Environmental biotechnology is a field of science and engineering that utilizes organic and living systems to clean up environmental waste, prevent pollution through the development of green technologies, and improve upon industrial processes such as in the manufacture of bioplastics and biofuels through enzymatic actions. The field of environmental science and technology is becoming increasingly broad-based as industries look for more efficient and less polluting methods of production to comply with government regulations. One of the main arenas that environmental biotechnology is focused on as of 2011 includes remediation of old industrial pollution such as that of toxic metal contamination of soil or groundwater. Beneficial commercial developments include biomining, biofuel, and bioplastic production, and microbial treatment of wastewater streams.
Many modern nations have environmental biotechnology research centers that are both publicly and privately funded to advance environmental science technology. Examples of these include the Environmental Biotechnology Cooperative Research Centre (EBCRC) in Australia that is focused on industrial pollution control, and the Center for Environmental Biotechnology (CEB) in the US that researches hydrological and microbial systems as they relate to issues of climate change and environmental remediation using biological processes. While much of this research traditionally involves the life sciences of microbiology and agricultural research, chemical engineering also plays an increasingly important role in the field. This is due to the fact that many synthetic industrial compounds are known to be xenobiotic, accumulating in ecosystems and living organisms since they are not easily broken down by natural processes over time.
Among the most significant of environmental technology solutions that is offered by research and development into environmental biotechnology is that of the production of waste-based feedstocks. Feedstocks are useless materials produced by one industrial process that can find additional value in another process instead of being an environmental pollutant and waste product both in material and energy costs. The development of feedstock systems has been most strongly researched for ethanol fuel production and through byproducts created in the paper industry. Wood pulp and bark waste from paper production can be used to ferment biofuels, as well as materials like waste vegetable oil (WVO) from commercial restaurant chains, green waste from municipalities, and crop waste from sugar cane and beet production.
Other types of feedstock includes corn stover, a waste corn byproduct that can be used to create ethanol, and soybean soapstock, a byproduct of soybean oil production that can be used to create biodiesel fuel. Environmental biotechnology also seeks to utilize resources and land that do not directly have any value in food production. This involves the cultivation of plants that grow well with saltwater irrigation in coastal ocean or desert regions where typical food crops cannot survive. The halophytes, including Salicornia bigelovii which is a species of dwarf saltwort, are examples of plants that produce biofuel yields comparable to what can be made from soybeans and other oilseed-based grains.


TO DO | Your task is to copy each line in the listing that includes the word "bottom".
RECORDS FOR THE TASK Block Start
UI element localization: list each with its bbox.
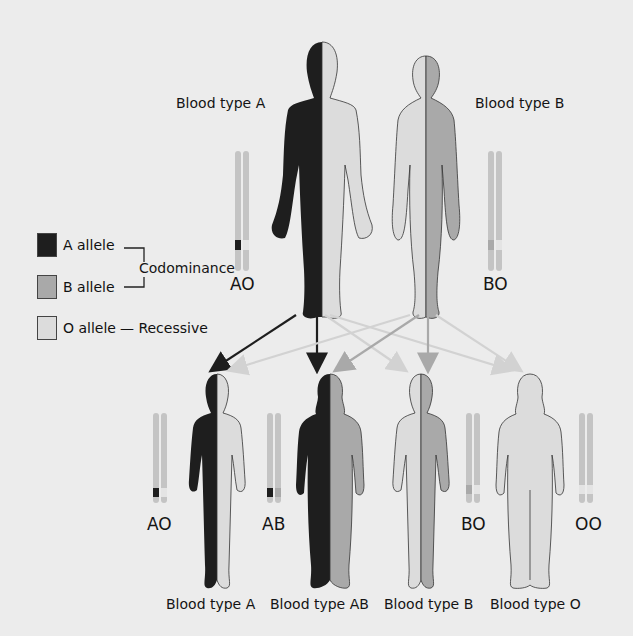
child-o-label: Blood type O bbox=[490, 596, 581, 612]
child-a-label: Blood type A bbox=[166, 596, 255, 612]
child-a-genotype: AO bbox=[147, 514, 172, 534]
b-allele-label: B allele bbox=[63, 279, 115, 295]
mother-figure bbox=[392, 56, 460, 318]
mother-chromosome-pair bbox=[488, 151, 502, 271]
codominance-label: Codominance bbox=[139, 260, 235, 276]
inheritance-arrows bbox=[212, 315, 520, 370]
father-figure bbox=[272, 42, 373, 318]
child-b-figure bbox=[393, 374, 449, 588]
legend-b-allele: B allele bbox=[37, 275, 115, 299]
child-o-chromosome-pair bbox=[579, 413, 593, 503]
child-a-figure bbox=[189, 374, 245, 588]
child-o-genotype: OO bbox=[575, 514, 602, 534]
child-ab-chromosome-pair bbox=[267, 413, 281, 503]
o-allele-swatch bbox=[37, 316, 57, 340]
child-ab-label: Blood type AB bbox=[270, 596, 369, 612]
b-allele-swatch bbox=[37, 275, 57, 299]
a-allele-label: A allele bbox=[63, 237, 115, 253]
a-allele-swatch bbox=[37, 233, 57, 257]
father-chromosome-pair bbox=[235, 151, 249, 271]
child-a-chromosome-pair bbox=[153, 413, 167, 503]
father-blood-type-label: Blood type A bbox=[176, 95, 265, 111]
child-ab-genotype: AB bbox=[262, 514, 285, 534]
mother-blood-type-label: Blood type B bbox=[475, 95, 564, 111]
father-genotype: AO bbox=[230, 274, 255, 294]
child-o-figure bbox=[496, 374, 564, 588]
recessive-label: — Recessive bbox=[120, 320, 208, 336]
child-ab-figure bbox=[296, 374, 364, 588]
child-b-label: Blood type B bbox=[384, 596, 473, 612]
legend-a-allele: A allele bbox=[37, 233, 115, 257]
mother-genotype: BO bbox=[483, 274, 508, 294]
legend-o-allele: O allele — Recessive bbox=[37, 316, 208, 340]
child-b-chromosome-pair bbox=[466, 413, 480, 503]
child-b-genotype: BO bbox=[461, 514, 486, 534]
o-allele-label: O allele bbox=[63, 320, 116, 336]
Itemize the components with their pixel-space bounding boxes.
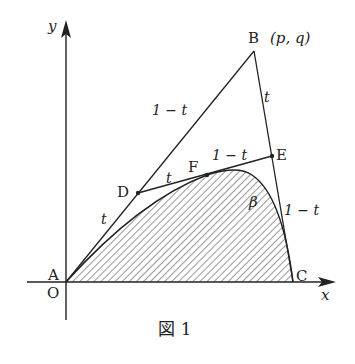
label-C: C (296, 267, 307, 285)
point-E (270, 154, 274, 158)
label-beta: β (248, 193, 258, 211)
label-EC: 1 − t (284, 202, 320, 218)
label-FE: 1 − t (212, 147, 248, 163)
label-E: E (276, 146, 287, 164)
point-D (136, 191, 140, 195)
label-AD: t (101, 211, 107, 227)
y-axis-label: y (47, 17, 57, 35)
figure-caption: 図 1 (158, 319, 191, 339)
x-axis-label: x (321, 286, 330, 304)
label-DB: 1 − t (152, 102, 188, 118)
label-B: B (248, 29, 259, 47)
label-F: F (188, 158, 198, 176)
label-B-coords: (p, q) (270, 29, 311, 47)
label-O: O (47, 284, 59, 302)
label-D: D (117, 183, 129, 201)
label-BE: t (264, 89, 270, 105)
figure-1: y x A O B (p, q) C D E F t 1 − t t 1 − t… (0, 0, 355, 364)
label-A: A (47, 266, 59, 284)
point-F (205, 173, 209, 177)
label-DF: t (166, 170, 172, 186)
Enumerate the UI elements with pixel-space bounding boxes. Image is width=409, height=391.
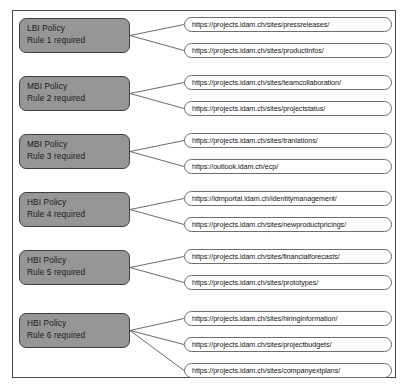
url-pill[interactable]: https://projects.idam.ch/sites/projectst… xyxy=(184,101,392,116)
policy-node-rule-3[interactable]: MBI PolicyRule 3 required xyxy=(19,134,130,169)
policy-node-rule-1[interactable]: LBI PolicyRule 1 required xyxy=(19,18,130,53)
url-pill[interactable]: https://projects.idam.ch/sites/tranlatio… xyxy=(184,133,392,148)
url-pill[interactable]: https://projects.idam.ch/sites/prototype… xyxy=(184,275,392,290)
url-pill[interactable]: https://outlook.idam.ch/ecp/ xyxy=(184,159,392,174)
url-pill[interactable]: https://projects.idam.ch/sites/pressrele… xyxy=(184,17,392,32)
policy-node-rule-4[interactable]: HBI PolicyRule 4 required xyxy=(19,192,130,227)
policy-mapping-diagram: LBI PolicyRule 1 requiredMBI PolicyRule … xyxy=(0,0,409,391)
policy-rule-label: Rule 3 required xyxy=(27,151,129,163)
policy-classification-label: MBI Policy xyxy=(27,139,129,151)
policy-classification-label: HBI Policy xyxy=(27,197,129,209)
policy-node-rule-6[interactable]: HBI PolicyRule 6 required xyxy=(19,313,130,348)
policy-rule-label: Rule 1 required xyxy=(27,35,129,47)
url-pill[interactable]: https://idmportal.idam.ch/identitymanage… xyxy=(184,191,392,206)
url-pill[interactable]: https://projects.idam.ch/sites/productin… xyxy=(184,43,392,58)
url-pill[interactable]: https://projects.idam.ch/sites/teamcolla… xyxy=(184,75,392,90)
policy-node-rule-2[interactable]: MBI PolicyRule 2 required xyxy=(19,76,130,111)
policy-rule-label: Rule 4 required xyxy=(27,209,129,221)
policy-classification-label: MBI Policy xyxy=(27,81,129,93)
policy-classification-label: LBI Policy xyxy=(27,23,129,35)
policy-rule-label: Rule 5 required xyxy=(27,267,129,279)
policy-rule-label: Rule 2 required xyxy=(27,93,129,105)
url-pill[interactable]: https://projects.idam.ch/sites/companyex… xyxy=(184,363,392,378)
url-pill[interactable]: https://projects.idam.ch/sites/hiringinf… xyxy=(184,311,392,326)
policy-classification-label: HBI Policy xyxy=(27,318,129,330)
policy-classification-label: HBI Policy xyxy=(27,255,129,267)
url-pill[interactable]: https://projects.idam.ch/sites/projectbu… xyxy=(184,337,392,352)
url-pill[interactable]: https://projects.idam.ch/sites/financial… xyxy=(184,249,392,264)
policy-node-rule-5[interactable]: HBI PolicyRule 5 required xyxy=(19,250,130,285)
policy-rule-label: Rule 6 required xyxy=(27,330,129,342)
url-pill[interactable]: https://projects.idam.ch/sites/newproduc… xyxy=(184,217,392,232)
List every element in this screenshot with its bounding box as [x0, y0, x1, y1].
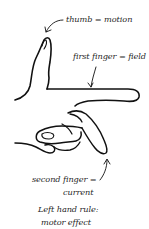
second-finger-label-current: current: [63, 188, 93, 196]
second-finger-label: second finger =: [32, 175, 97, 183]
first-finger-arrow-icon: [88, 67, 96, 87]
caption-line-1: Left hand rule:: [38, 205, 98, 213]
caption-line-2: motor effect: [41, 218, 91, 226]
thumb-label: thumb = motion: [66, 15, 132, 23]
thumb-arrow-icon: [45, 20, 63, 32]
thumb-drawing: [15, 38, 51, 100]
second-finger-drawing: [15, 111, 107, 154]
first-finger-drawing: [47, 89, 139, 106]
first-finger-label: first finger = field: [73, 52, 146, 60]
second-finger-arrow-icon: [100, 159, 110, 180]
left-hand-rule-diagram: thumb = motion first finger = field seco…: [0, 0, 149, 229]
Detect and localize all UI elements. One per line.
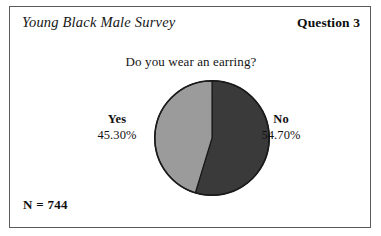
pie-label-yes: Yes 45.30% [84,112,150,143]
survey-question-figure: Young Black Male Survey Question 3 Do yo… [0,0,381,236]
sample-size-label: N = 744 [23,197,68,213]
pie-label-no: No 54.70% [248,112,314,143]
survey-title: Young Black Male Survey [22,14,175,31]
figure-frame: Young Black Male Survey Question 3 Do yo… [9,6,371,228]
pie-label-yes-name: Yes [84,112,150,128]
question-number-label: Question 3 [297,15,360,31]
chart-title: Do you wear an earring? [10,54,372,70]
pie-label-no-value: 54.70% [248,128,314,144]
figure-header: Young Black Male Survey Question 3 [10,7,372,39]
pie-label-no-name: No [248,112,314,128]
pie-label-yes-value: 45.30% [84,128,150,144]
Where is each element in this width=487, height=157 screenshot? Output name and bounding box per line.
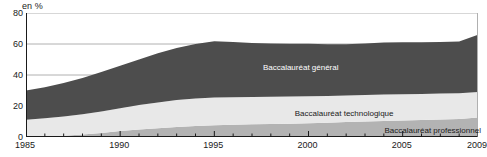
x-tick-label-1990: 1990 [109, 141, 129, 150]
area-series-group [26, 35, 478, 137]
series-label-professionnel: Baccalauréat professionnel [384, 126, 481, 135]
y-tick-label-80: 80 [13, 9, 23, 18]
y-axis-unit-label: en % [22, 1, 43, 11]
x-tick-label-2005: 2005 [392, 141, 412, 150]
y-tick-label-60: 60 [13, 40, 23, 49]
x-tick-label-2009: 2009 [467, 141, 487, 150]
plot-area: Baccalauréat général Baccalauréat techno… [26, 13, 478, 137]
series-label-general: Baccalauréat général [263, 63, 339, 72]
y-axis-tick-labels: 020406080 [0, 0, 23, 157]
x-tick-label-1985: 1985 [15, 141, 35, 150]
series-label-technologique: Baccalauréat technologique [295, 109, 394, 118]
x-tick-label-2000: 2000 [298, 141, 318, 150]
plot-svg [26, 13, 478, 137]
x-tick-label-1995: 1995 [203, 141, 223, 150]
y-tick-label-20: 20 [13, 102, 23, 111]
y-tick-label-40: 40 [13, 71, 23, 80]
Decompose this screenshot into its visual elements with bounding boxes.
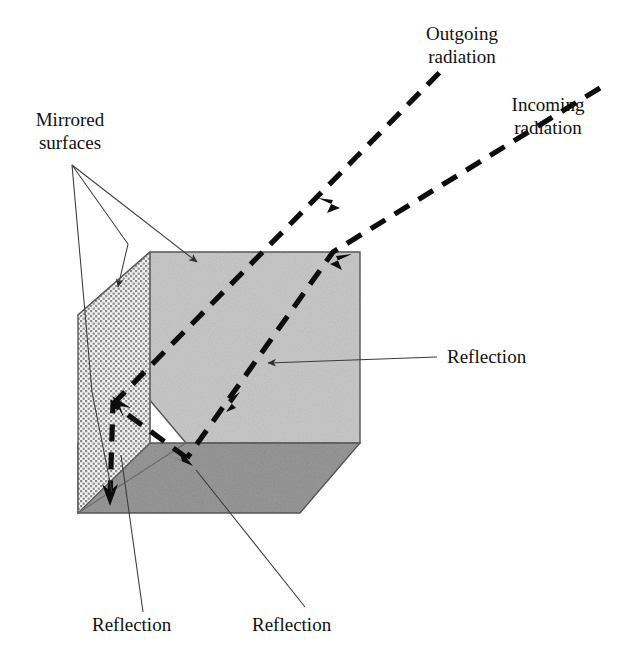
leader-mirrored-to-top-face [72, 165, 197, 262]
label-outgoing-radiation: Outgoing radiation [392, 22, 532, 68]
label-incoming-radiation: Incoming radiation [478, 93, 618, 139]
figure-canvas: Outgoing radiation Incoming radiation Mi… [0, 0, 621, 672]
outgoing-arrow-upper [318, 198, 340, 213]
label-reflection-right: Reflection [447, 345, 526, 368]
label-reflection-bottom-mid: Reflection [252, 613, 331, 636]
label-reflection-bottom-left: Reflection [92, 613, 171, 636]
label-mirrored-surfaces: Mirrored surfaces [5, 108, 135, 154]
leader-mirrored-to-left-face [72, 165, 128, 287]
corner-cube-body [78, 252, 360, 513]
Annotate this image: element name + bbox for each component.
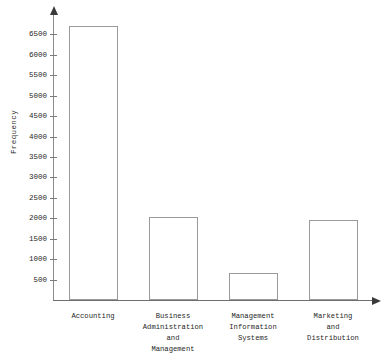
y-axis-tick-label: 500 — [7, 276, 47, 284]
y-axis-tick-label: 4500 — [7, 112, 47, 120]
y-axis-tick — [50, 177, 57, 178]
bar — [229, 273, 278, 300]
y-axis-tick-label: 6000 — [7, 51, 47, 59]
bar — [309, 220, 358, 300]
y-axis-tick — [50, 137, 57, 138]
y-axis-tick — [50, 239, 57, 240]
y-axis-arrow-icon — [50, 6, 58, 15]
y-axis-tick-label: 5500 — [7, 71, 47, 79]
y-axis-tick-label: 6500 — [7, 30, 47, 38]
y-axis-tick-label: 4000 — [7, 133, 47, 141]
y-axis-tick-label: 3000 — [7, 173, 47, 181]
y-axis-tick — [50, 75, 57, 76]
x-axis-category-label: Accounting — [53, 311, 133, 322]
y-axis-tick-label: 1000 — [7, 255, 47, 263]
y-axis-tick-label: 5000 — [7, 92, 47, 100]
x-axis-line — [53, 300, 374, 301]
bar-chart: Frequency 500100015002000250030003500400… — [0, 0, 391, 363]
y-axis-tick — [50, 157, 57, 158]
y-axis-tick — [50, 218, 57, 219]
y-axis-tick — [50, 55, 57, 56]
y-axis-tick-label: 2500 — [7, 194, 47, 202]
bar — [69, 26, 118, 300]
y-axis-tick — [50, 34, 57, 35]
y-axis-tick — [50, 198, 57, 199]
y-axis-tick — [50, 96, 57, 97]
x-axis-arrow-icon — [372, 297, 381, 305]
y-axis-tick-label: 3500 — [7, 153, 47, 161]
x-axis-category-label: Business Administration and Management — [133, 311, 213, 355]
y-axis-tick-label: 2000 — [7, 214, 47, 222]
y-axis-tick — [50, 259, 57, 260]
y-axis-tick-label: 1500 — [7, 235, 47, 243]
x-axis-category-label: Marketing and Distribution — [293, 311, 373, 344]
y-axis-tick — [50, 280, 57, 281]
x-axis-category-label: Management Information Systems — [213, 311, 293, 344]
bar — [149, 217, 198, 300]
y-axis-tick — [50, 116, 57, 117]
RECORDS FOR THE TASK Block End
TASK RESPONSE |
label-reflection-bottom-mid: Reflection [252, 613, 331, 636]
label-reflection-bottom-left: Reflection [92, 613, 171, 636]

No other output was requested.